Thursday, 11 November 2010

Celebrating the 'Magician of Riga'

Mikhail Tal (1936-92)
10 top Grandmasters are currently contesting the Tal Memorial Tournament in Moscow. Tuesday, the rest day, was the day on which, had he still been with us, Mikhail Tal would have celebrated his 74th birthday. It therefore seems entirely appropriate for this humble blog to pause for a moment’s thought and reflect on the great man’s works.

In these times of hyperbole the term “genius” seems, in a sporting context at least, to be applied to almost anyone who has had a good day at the office. Most people who don’t know any better would probably define every Grandmaster as a “genius”. However, there can’t be very many players who have been described by a fellow World Champion as a genius. Yet, iron-willed World Chess Champion, Tigran Petrosian, once said that Tal was the only living chess genius that he knew and Mikhail Botvinnik famously commented,

“If Tal would learn to programme himself properly then it would become impossible to play against him.”

This is a wonderful compliment but of course the quote also contains a veiled reference to Tal’s penchant for speculative, intuitive play. Botvinnik seemed to be suggesting that Tal’s unwillingness to “programme himself” was a weakness in his game. Personally I think that, although Botvinnik may well have been right to an extent, he was also missing the point. Tal was Tal. He just played the game the way that felt right to him. This didn’t mean that he wasn’t capable of winning arid, positional games. It just meant that, he loved to let his fertile imagination have a free reign whenever he got the opportunity. In certain types of position he was capable of doing things that no other player could do and he was also capable of stirring up mind-boggling complications in positions that were apparently benign.
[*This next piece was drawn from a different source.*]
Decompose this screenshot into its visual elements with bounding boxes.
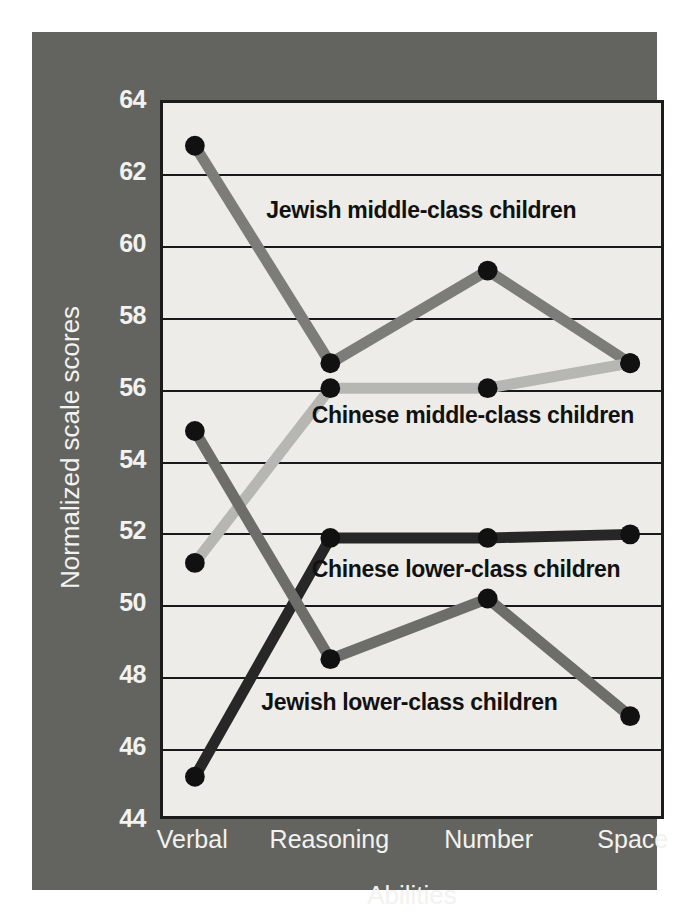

In order to celebrate the “Magician of Riga’s” birthday then I’d like to post one of my favourite games of his. Most of the notes to this game are taken from “The World’s Greatest Chess Games” in which this particular encounter features. The start position in the viewer below is from the key moment in the game but I’d highly recommend that you play through the whole thing because this game certainly shows that Tal was capable of deep strategic manoeuvring as well as tactical pyrotechnics. Indeed, one of the reasons I am so fond of this game is because it demonstrates a wonderful fusion between tactics and strategy. The final sequence of moves is truly breath taking with pieces arriving from all across the board to help deliver checkmate. Please enjoy, and be inspired by, Mikhail Tal at his very best!